Walcott took me from a nobody to a writer of sorts and swallows. Then I went to the University of Trinidad and Tobago to start my studies. The night that I was supposed to go through being humiliated and degraded at the same time, my “Wake Tonight” was on the government’s radio.

The next day, our lecturer asked me what other Caribbean columns I wrote, and I said: “None. In our school, we had to do everything in English.” I was then forced to read my first Trinidadian “school” book, “Miguel Street” by V.S. Naipaul. I had been reading the newspapers when I was 3 years old, and then read everything else I could get my hands on, especially the English writers.

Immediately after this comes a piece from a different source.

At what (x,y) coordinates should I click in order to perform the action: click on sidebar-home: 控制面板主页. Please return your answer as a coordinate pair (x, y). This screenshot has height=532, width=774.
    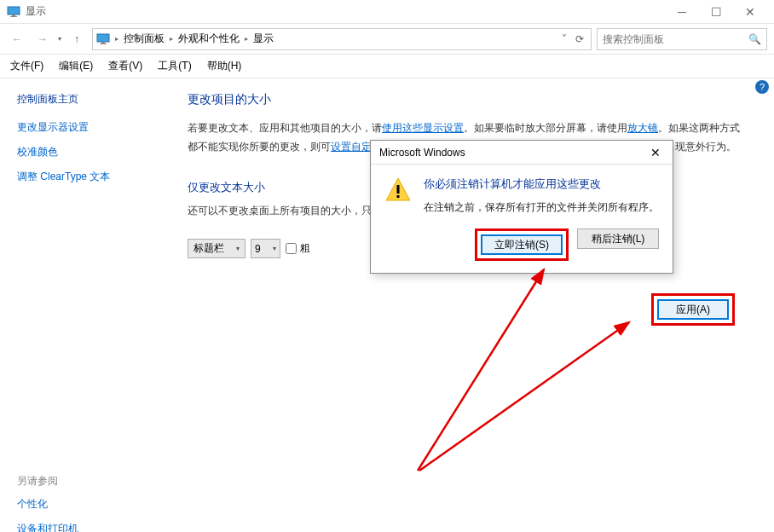
    Looking at the image, I should click on (81, 99).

Whether it was Treasure Island or Huckleberry, Watership Down or The Lord of the Flies, I lived, night and day, in my own Treasure Island of books and more books. What V.S. Naipaul’s work did was to make me a reader who eventually learnt from. And became a writer regardless of poetry, prose, or even while I worked at companies like the World Bank, the Pan American Health Organisation, and the West Indies Cricket Board. Over the years, even though V.S. Naipaul also became a Nobel laureate, he never stopped making social commentary with humour and perspectives on Caribbean life and culture.

As he said: “My life is short. The world is what it is; men who are nothing, who allow themselves to become nothing, have no place in it. The world is always in movement.” He was always clear on his work. As he said, “My life is short. I can’t listen to banality.” He added. “The world is what it is; men who are nothing, who allow themselves to become nothing, have no place in it.” What I learnt from him, and my own work, was, “One always writes comedy at the moment of deepest hysteria.” Also, as he said, “An autobiography can distort; facts can be realigned. But fiction never lies; it reveals the writer totally.”

I will complete this “male” trio with Austin “Tom” Clarke, a Barbadian novelist and essayist, who was based in Toronto, Canada and was considered “Canada’s first multicultural writer.” I was at Carleton University in Carleton in Ottawa, but had a lot of friends in Toronto. From the beginning, in addition to Austin Clarkes themes of identity, race and class, I loved his dark humour especially, “Few realise that English poetry is rather like the British constitution, surrounded by pompous precedents and reverences.”

He also said: “Reform and exchange in English poetry are as slow as in the British constitution itself.” I was never sure why he also had concerns about women from Ireland, “Passion in Ireland is denounced as evil and obscene. Women are the snares set for us by the Devil.”  Worse, Tom’s mother was a tough lady who had her way of dealing with children and family.

In his article, “Pig Tails ‘n Breadfruit” he wrote: “In my mother’s book, a vegetarian is somebody who is not concerned with his or her diet and health…Someone who prefers bush and grass, as if they is sheeps and cows, is somebody who don’t have enough food to put in his mouth, she always said…a person who is “catching his arse”—has to eat dryfood. A person at this stage is a person one remove from having to cook bakes for breakfast, lunch, and dinner.” It sounded like some of my days as a student in Canada.